Saturday, 20 April 2013

Trophy Hunter


"The true trophy hunter is a self-disciplined perfectionist seeking a single animal,the ancient patriarch well past his prime that is often an outcast from his own kind...If successful,he will enshrine the trophy in a place of honor.This is a more noble and fitting end than dying on some lost and lonely ledge where the scavengers will pick his bones,and his magnificent horns will weather away and be lost forever." 


Elgin Gates

Sunday, 7 April 2013

hunting for a track


The enjoyment of many activities often begins with the planning and preparation, and hunting is a very appropriate example of this. For most hunters the anticipation of the hunt is as intoxicating as the action itself; acquiring and mastering new equipment, packing travel bags and gun or bow cases, reading every scrap of info about the quarry and hunting area, and lots of conversation with hunting kin, all in preparation of the adventure, whether it be a day outing or several weeks. Once the hunter reaches the destination, boots are on and nature surrounds, the hunt has begun.

For the Leopard hunter however the hunt only commences in earnest with the discovery of a suitable track. Weeks can pass travelling roads and checking game trails without success. Sundry prayers at hours of the morning when most are comfortably horizontal. And when that magical moment arrives and the familiar spoor of the elusive travelling cat is evident in the beam of the angled spotlights, you struggle to trust your eyes because it almost seems too good to be true.

Of course there are prime areas where Leopard population density is so great that in the course of a morning several tracks can enticingly be up for offer, but across the course of any committed Leopard hunters innings, those honey pots are a rarity.

So few tracks to pursue? ………………but why? ……………well because,  separate from the fact that the territorial cat usually requires an extensive area to satisfy the numerous essentials  for survival like a prey base, stalking cover, cub rearing habitat and a preferable low concentration of competing predators, to mention a few, the conscious Leopard hunter must also exclude all the intercepted female and sub-adult male tracks. What remains is a quarry that is estimated to be 8% of the total population – the mature male. Challenging.

This is one we had to pass up:



9cm measurement of the length of the front pad (including toes).





100cm stride - walking speed (exclude toes – top of the front pad to the top of the following front pad of the same paw).

Apart from the ‘roundness’ of the paw imprint and the absence of the ‘neat’ qualities of a females imprint, we can identify this track to belong to a sub-adult male due to the above measurements. A more mature male will measure at least 10cm and 115cm in these soil and ecological conditions.

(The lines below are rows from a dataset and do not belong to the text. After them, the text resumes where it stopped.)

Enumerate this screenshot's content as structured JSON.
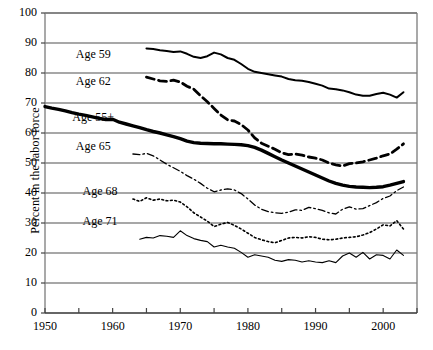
{
  "chart_data": {
    "type": "line",
    "title": "",
    "xlabel": "",
    "ylabel": "Percent in the labor force",
    "xlim": [
      1950,
      2005
    ],
    "ylim": [
      0,
      100
    ],
    "grid": true,
    "legend_position": "inline-labels",
    "yticks": [
      0,
      10,
      20,
      30,
      40,
      50,
      60,
      70,
      80,
      90,
      100
    ],
    "xticks": [
      1950,
      1955,
      1960,
      1965,
      1970,
      1975,
      1980,
      1985,
      1990,
      1995,
      2000,
      2005
    ],
    "xticklabels": [
      "1950",
      "",
      "1960",
      "",
      "1970",
      "",
      "1980",
      "",
      "1990",
      "",
      "2000",
      ""
    ],
    "series": [
      {
        "name": "Age 55+",
        "label": "Age 55+",
        "style": "solid-thick",
        "color": "#000000",
        "width": 3.4,
        "x": [
          1950,
          1951,
          1952,
          1953,
          1954,
          1955,
          1956,
          1957,
          1958,
          1959,
          1960,
          1961,
          1962,
          1963,
          1964,
          1965,
          1966,
          1967,
          1968,
          1969,
          1970,
          1971,
          1972,
          1973,
          1974,
          1975,
          1976,
          1977,
          1978,
          1979,
          1980,
          1981,
          1982,
          1983,
          1984,
          1985,
          1986,
          1987,
          1988,
          1989,
          1990,
          1991,
          1992,
          1993,
          1994,
          1995,
          1996,
          1997,
          1998,
          1999,
          2000,
          2001,
          2002,
          2003
        ],
        "y": [
          68.8,
          68.3,
          67.9,
          67.4,
          66.8,
          66.3,
          65.9,
          65.4,
          64.9,
          64.5,
          64.6,
          63.6,
          63.0,
          62.4,
          61.8,
          61.1,
          60.5,
          60.0,
          59.4,
          58.8,
          58.1,
          57.3,
          56.8,
          56.6,
          56.5,
          56.4,
          56.4,
          56.3,
          56.2,
          56.1,
          55.8,
          55.2,
          54.3,
          53.2,
          52.1,
          51.0,
          50.0,
          49.0,
          48.0,
          47.0,
          46.0,
          45.0,
          44.0,
          43.2,
          42.6,
          42.2,
          42.0,
          41.9,
          41.8,
          41.9,
          42.1,
          42.6,
          43.2,
          43.8
        ]
      },
      {
        "name": "Age 59",
        "label": "Age 59",
        "style": "solid-medium",
        "color": "#000000",
        "width": 2.0,
        "x": [
          1965,
          1966,
          1967,
          1968,
          1969,
          1970,
          1971,
          1972,
          1973,
          1974,
          1975,
          1976,
          1977,
          1978,
          1979,
          1980,
          1981,
          1982,
          1983,
          1984,
          1985,
          1986,
          1987,
          1988,
          1989,
          1990,
          1991,
          1992,
          1993,
          1994,
          1995,
          1996,
          1997,
          1998,
          1999,
          2000,
          2001,
          2002,
          2003
        ],
        "y": [
          88.2,
          88.0,
          87.6,
          87.3,
          87.0,
          87.2,
          86.4,
          85.4,
          85.0,
          85.6,
          86.8,
          86.2,
          85.0,
          84.4,
          83.0,
          81.4,
          80.4,
          80.0,
          79.6,
          79.2,
          78.8,
          78.0,
          77.6,
          77.4,
          77.0,
          76.4,
          75.8,
          74.8,
          74.6,
          74.2,
          73.6,
          72.8,
          72.4,
          72.4,
          73.0,
          73.4,
          72.8,
          71.8,
          73.6
        ]
      },
      {
        "name": "Age 62",
        "label": "Age 62",
        "style": "dashed",
        "color": "#000000",
        "width": 2.8,
        "x": [
          1965,
          1966,
          1967,
          1968,
          1969,
          1970,
          1971,
          1972,
          1973,
          1974,
          1975,
          1976,
          1977,
          1978,
          1979,
          1980,
          1981,
          1982,
          1983,
          1984,
          1985,
          1986,
          1987,
          1988,
          1989,
          1990,
          1991,
          1992,
          1993,
          1994,
          1995,
          1996,
          1997,
          1998,
          1999,
          2000,
          2001,
          2002,
          2003
        ],
        "y": [
          78.6,
          78.0,
          77.4,
          77.2,
          77.6,
          77.0,
          75.6,
          74.6,
          72.4,
          70.4,
          68.2,
          66.0,
          64.4,
          64.0,
          62.8,
          61.0,
          58.4,
          56.6,
          55.6,
          54.6,
          53.4,
          52.8,
          53.0,
          52.6,
          52.0,
          51.6,
          51.0,
          50.0,
          49.4,
          49.0,
          49.8,
          50.0,
          50.4,
          51.0,
          51.6,
          52.4,
          53.0,
          54.6,
          56.4
        ]
      },
      {
        "name": "Age 65",
        "label": "Age 65",
        "style": "dash-dot",
        "color": "#000000",
        "width": 1.3,
        "x": [
          1963,
          1964,
          1965,
          1966,
          1967,
          1968,
          1969,
          1970,
          1971,
          1972,
          1973,
          1974,
          1975,
          1976,
          1977,
          1978,
          1979,
          1980,
          1981,
          1982,
          1983,
          1984,
          1985,
          1986,
          1987,
          1988,
          1989,
          1990,
          1991,
          1992,
          1993,
          1994,
          1995,
          1996,
          1997,
          1998,
          1999,
          2000,
          2001,
          2002,
          2003
        ],
        "y": [
          53.0,
          52.8,
          53.2,
          52.4,
          51.0,
          49.6,
          48.4,
          47.2,
          45.8,
          44.6,
          43.2,
          41.6,
          40.4,
          41.0,
          41.4,
          41.0,
          39.8,
          38.0,
          36.0,
          34.6,
          33.8,
          33.4,
          33.2,
          33.6,
          34.4,
          34.2,
          35.2,
          34.8,
          34.2,
          33.4,
          33.0,
          34.6,
          35.4,
          34.6,
          34.8,
          35.8,
          36.8,
          38.2,
          39.0,
          40.8,
          42.0
        ]
      },
      {
        "name": "Age 68",
        "label": "Age 68",
        "style": "dotted",
        "color": "#000000",
        "width": 1.6,
        "x": [
          1963,
          1964,
          1965,
          1966,
          1967,
          1968,
          1969,
          1970,
          1971,
          1972,
          1973,
          1974,
          1975,
          1976,
          1977,
          1978,
          1979,
          1980,
          1981,
          1982,
          1983,
          1984,
          1985,
          1986,
          1987,
          1988,
          1989,
          1990,
          1991,
          1992,
          1993,
          1994,
          1995,
          1996,
          1997,
          1998,
          1999,
          2000,
          2001,
          2002,
          2003
        ],
        "y": [
          38.0,
          37.2,
          38.4,
          37.6,
          38.0,
          37.4,
          37.6,
          37.0,
          35.4,
          33.4,
          32.0,
          30.6,
          28.8,
          29.6,
          30.2,
          29.2,
          28.0,
          26.6,
          25.2,
          24.4,
          23.8,
          23.4,
          24.2,
          25.0,
          25.2,
          25.0,
          25.4,
          25.2,
          24.6,
          24.4,
          24.6,
          25.0,
          25.2,
          25.4,
          26.0,
          26.8,
          28.0,
          29.4,
          29.0,
          30.8,
          28.0
        ]
      },
      {
        "name": "Age 71",
        "label": "Age 71",
        "style": "solid-thin",
        "color": "#000000",
        "width": 1.1,
        "x": [
          1964,
          1965,
          1966,
          1967,
          1968,
          1969,
          1970,
          1971,
          1972,
          1973,
          1974,
          1975,
          1976,
          1977,
          1978,
          1979,
          1980,
          1981,
          1982,
          1983,
          1984,
          1985,
          1986,
          1987,
          1988,
          1989,
          1990,
          1991,
          1992,
          1993,
          1994,
          1995,
          1996,
          1997,
          1998,
          1999,
          2000,
          2001,
          2002,
          2003
        ],
        "y": [
          24.6,
          25.2,
          25.0,
          25.8,
          25.6,
          25.2,
          27.4,
          25.8,
          24.8,
          24.2,
          23.8,
          22.0,
          22.6,
          22.0,
          21.6,
          20.2,
          18.6,
          19.4,
          19.0,
          18.6,
          17.6,
          17.2,
          17.8,
          17.6,
          17.0,
          17.4,
          17.0,
          16.8,
          17.4,
          16.8,
          19.0,
          20.0,
          18.6,
          20.2,
          18.0,
          19.4,
          19.2,
          18.0,
          21.0,
          19.2
        ]
      }
    ],
    "annotations": [
      {
        "text": "Age 59",
        "x": 1957.5,
        "y": 86.0
      },
      {
        "text": "Age 62",
        "x": 1957.5,
        "y": 77.0
      },
      {
        "text": "Age 55+",
        "x": 1957.0,
        "y": 65.0
      },
      {
        "text": "Age 65",
        "x": 1957.5,
        "y": 55.5
      },
      {
        "text": "Age 68",
        "x": 1958.5,
        "y": 40.5
      },
      {
        "text": "Age 71",
        "x": 1958.5,
        "y": 30.5
      }
    ]
  },
  "colors": {
    "grid": "#8a8a8a",
    "axis": "#7b7b7b",
    "line": "#000000",
    "background": "#ffffff"
  }
}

It certainly was not a wasted morning and a stirring feeling of future expectation remains. Plus it is wonderful to know that no more than 48 hours previously the stealthy predator prince wandered down this path in search of a meal awarding opportunity.


Thursday, 14 March 2013

Tracking to a challenge


There is a renowned quote which reads something like: 
“One does not hunt in order to kill; on the contrary, one kills in order to have hunted…....If one were to present the sportsman with the death of the animal as a gift he would refuse it. What he is after is having to win it, to conquer the surly brute through his own effort and skill with all the extras that this carries with it: the immersion in the countryside, the healthfulness of the exercise, the distraction from his job”
Jose Ortega y Gasset

Well stated! ……in a modern world where the general public are more distracted from nature, than by nature, Jose’s written words will not be appreciated,  let alone comprehended. It is only those that accept and value the nature of the world, not man’s reconstruction of it, that can part from the concrete and steel and cyberspace and convenience and profit and feel at home and comfortable in the wilds.
It is my humble opinion that a progression in hunting is only to be achieved by the regression of the hunter. A shift away from technology and contemporary improvements. A graduation to the fundamentals…………Tracking.

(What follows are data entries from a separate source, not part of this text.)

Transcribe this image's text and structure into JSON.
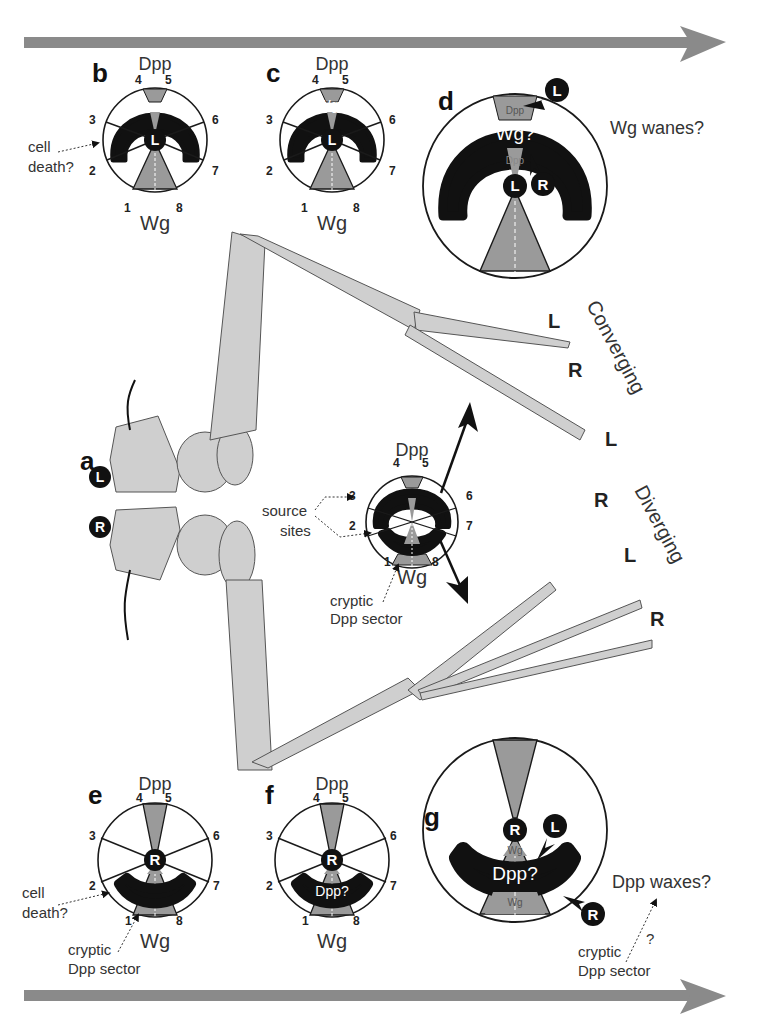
{
  "figure": {
    "arrows": {
      "color": "#8a8a8a"
    },
    "colors": {
      "sector": "#9a9a9a",
      "leg": "#cfcfcf",
      "domain": "#111111",
      "outline": "#1a1a1a"
    },
    "panels": {
      "a": {
        "label": "a",
        "left_badge": "L",
        "right_badge": "R",
        "center_wheel": {
          "top": "Dpp",
          "bottom": "Wg",
          "numbers": [
            "1",
            "2",
            "3",
            "4",
            "5",
            "6",
            "7",
            "8"
          ],
          "annotations": {
            "source_sites": "source sites",
            "source_line1": "source",
            "source_line2": "sites",
            "cryptic_line1": "cryptic",
            "cryptic_line2": "Dpp sector"
          }
        }
      },
      "b": {
        "label": "b",
        "top": "Dpp",
        "bottom": "Wg",
        "center": "L",
        "numbers": [
          "1",
          "2",
          "3",
          "4",
          "5",
          "6",
          "7",
          "8"
        ],
        "note_line1": "cell",
        "note_line2": "death?"
      },
      "c": {
        "label": "c",
        "top": "Dpp",
        "bottom": "Wg",
        "center": "L",
        "numbers": [
          "1",
          "2",
          "3",
          "4",
          "5",
          "6",
          "7",
          "8"
        ],
        "domain_text": "Wg?"
      },
      "d": {
        "label": "d",
        "center": "L",
        "inner_dpp": "Dpp",
        "outer_dpp": "Dpp",
        "domain_text": "Wg?",
        "pointer_top": "L",
        "pointer_inner": "R",
        "caption": "Wg wanes?"
      },
      "e": {
        "label": "e",
        "top": "Dpp",
        "bottom": "Wg",
        "center": "R",
        "numbers": [
          "1",
          "2",
          "3",
          "4",
          "5",
          "6",
          "7",
          "8"
        ],
        "note_line1": "cell",
        "note_line2": "death?",
        "cryptic_line1": "cryptic",
        "cryptic_line2": "Dpp sector"
      },
      "f": {
        "label": "f",
        "top": "Dpp",
        "bottom": "Wg",
        "center": "R",
        "numbers": [
          "1",
          "2",
          "3",
          "4",
          "5",
          "6",
          "7",
          "8"
        ],
        "domain_text": "Dpp?"
      },
      "g": {
        "label": "g",
        "center": "R",
        "inner_wg": "Wg",
        "outer_wg": "Wg",
        "domain_text": "Dpp?",
        "pointer_inner": "L",
        "pointer_outer": "R",
        "caption": "Dpp waxes?",
        "question": "?",
        "cryptic_line1": "cryptic",
        "cryptic_line2": "Dpp sector"
      }
    },
    "converging": {
      "label": "Converging",
      "tips": [
        "L",
        "R",
        "L"
      ]
    },
    "diverging": {
      "label": "Diverging",
      "tips": [
        "R",
        "L",
        "R"
      ]
    }
  }
}
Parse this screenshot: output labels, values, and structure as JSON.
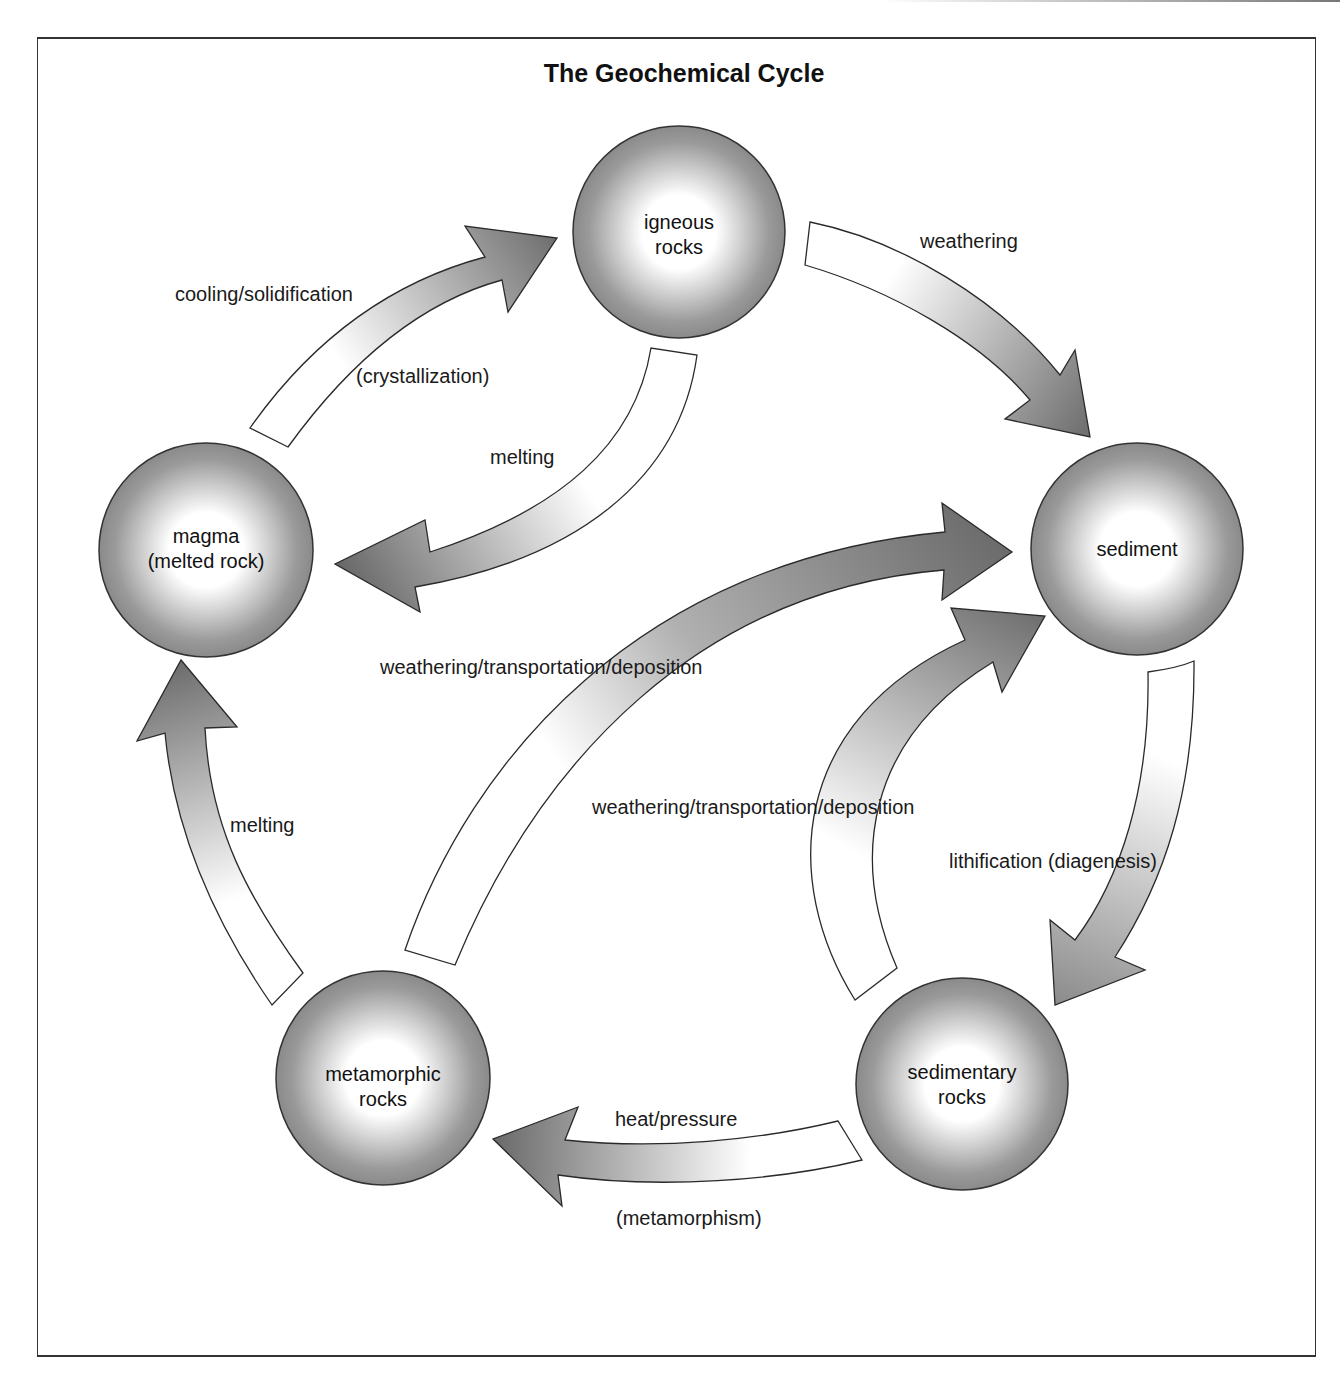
{
  "title": "The Geochemical Cycle",
  "nodes": {
    "igneous": {
      "line1": "igneous",
      "line2": "rocks"
    },
    "sediment": {
      "line1": "sediment"
    },
    "sedimentary": {
      "line1": "sedimentary",
      "line2": "rocks"
    },
    "metamorphic": {
      "line1": "metamorphic",
      "line2": "rocks"
    },
    "magma": {
      "line1": "magma",
      "line2": "(melted rock)"
    }
  },
  "processes": {
    "weathering": "weathering",
    "cooling": "cooling/solidification",
    "crystallization": "(crystallization)",
    "melting_igneous": "melting",
    "wtd_upper": "weathering/transportation/deposition",
    "wtd_lower": "weathering/transportation/deposition",
    "lithification": "lithification (diagenesis)",
    "heat_pressure": "heat/pressure",
    "metamorphism": "(metamorphism)",
    "melting_metamorphic": "melting"
  },
  "colors": {
    "arrow_dark": "#6e6e6e",
    "arrow_light": "#ffffff",
    "node_edge": "#8c8c8c",
    "node_center": "#ffffff",
    "stroke": "#2a2a2a"
  }
}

The spoor of an animal can be followed visually by the trail of disturbance to soil and vegetation, or olfactorally by the deposited scent trail. Generally the best results are achieved through the harmonization of these two. Where the scent deposits are unavailable the visual party are responsible for the advancement of the course and visa/versa. No evident trail signals the end of the hunt. The polished skills of the cooperative and their concentrated efforts can result in success, but the natural playing field is vast, complicated and challenging, full of natural obstacles and puzzles.

However, the more challenging often equates to the most memorable. 
And so it was on this day:
At 6am the hounds were directed to the track of a mature male Leopard. Progress was forcibly unhurried due to the intermittent soil conditions that only offered scent in select sections and visual tracks in other. We persisted until the trail entered a steep ravine where the scent line improved dramatically leading us to an impassable collection of boulders that only a Leopard could navigate.

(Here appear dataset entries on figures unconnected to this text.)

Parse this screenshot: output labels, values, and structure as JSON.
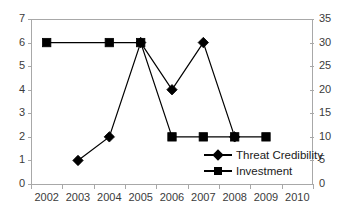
{
  "chart_data": {
    "type": "line",
    "title": "",
    "subtitle": "",
    "xlabel": "",
    "ylabel": "",
    "grid": false,
    "legend_position": "inside-bottom-right",
    "x": [
      "2002",
      "2003",
      "2004",
      "2005",
      "2006",
      "2007",
      "2008",
      "2009",
      "2010"
    ],
    "xtick_labels": [
      "2002",
      "2003",
      "2004",
      "2005",
      "2006",
      "2007",
      "2008",
      "2009",
      "2010"
    ],
    "left_axis": {
      "label": "",
      "ylim": [
        0,
        7
      ],
      "ticks": [
        0,
        1,
        2,
        3,
        4,
        5,
        6,
        7
      ],
      "tick_labels": [
        "0",
        "1",
        "2",
        "3",
        "4",
        "5",
        "6",
        "7"
      ]
    },
    "right_axis": {
      "label": "",
      "ylim": [
        0,
        35
      ],
      "ticks": [
        0,
        5,
        10,
        15,
        20,
        25,
        30,
        35
      ],
      "tick_labels": [
        "0",
        "5",
        "10",
        "15",
        "20",
        "25",
        "30",
        "35"
      ]
    },
    "series": [
      {
        "name": "Threat Credibility",
        "marker": "diamond",
        "axis": "left",
        "color": "#000000",
        "points": [
          {
            "x": "2003",
            "y": 1
          },
          {
            "x": "2004",
            "y": 2
          },
          {
            "x": "2005",
            "y": 6
          },
          {
            "x": "2006",
            "y": 4
          },
          {
            "x": "2007",
            "y": 6
          },
          {
            "x": "2008",
            "y": 2
          }
        ]
      },
      {
        "name": "Investment",
        "marker": "square",
        "axis": "right",
        "color": "#000000",
        "points": [
          {
            "x": "2002",
            "y": 30
          },
          {
            "x": "2004",
            "y": 30
          },
          {
            "x": "2005",
            "y": 30
          },
          {
            "x": "2006",
            "y": 10
          },
          {
            "x": "2007",
            "y": 10
          },
          {
            "x": "2008",
            "y": 10
          },
          {
            "x": "2009",
            "y": 10
          }
        ]
      }
    ],
    "legend": [
      {
        "label": "Threat Credibility",
        "marker": "diamond"
      },
      {
        "label": "Investment",
        "marker": "square"
      }
    ]
  }
}
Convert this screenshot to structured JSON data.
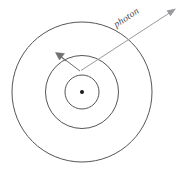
{
  "diagram": {
    "labels": {
      "photon": "photon"
    },
    "colors": {
      "background": "#ffffff",
      "orbit_stroke": "#55555a",
      "nucleus": "#1a1a1a",
      "photon_ray": "#9a9a9e",
      "electron_ray": "#6e6e73",
      "label_text": "#4a4a4f"
    },
    "center": {
      "x": 82,
      "y": 92
    },
    "orbits": [
      {
        "name": "inner-orbit",
        "radius": 17
      },
      {
        "name": "middle-orbit",
        "radius": 36.5
      },
      {
        "name": "outer-orbit",
        "radius": 70
      }
    ],
    "nucleus": {
      "radius": 2
    },
    "photon_arrow": {
      "from": {
        "x": 174,
        "y": 10
      },
      "to": {
        "x": 80,
        "y": 71
      },
      "label_rotation_deg": -33
    },
    "electron_arrow": {
      "from": {
        "x": 79,
        "y": 70
      },
      "to": {
        "x": 56,
        "y": 53
      }
    }
  }
}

Although we did not kill, we truly hunted.

                             














Wednesday, 23 January 2013

Chasse aux Sangliers

More than One hundred years after this image was captured the passion for hunting Wild Boar has not waned in the first world country of France. In fact it could be argued that continuous efforts to manage a viable hunting population of Wild Boar has resulted in an expansion of the total population in  an ever decreasing natural habitat. As long as there are hunters committed to pursuing these species, so will a place be found for them in a modernizing world.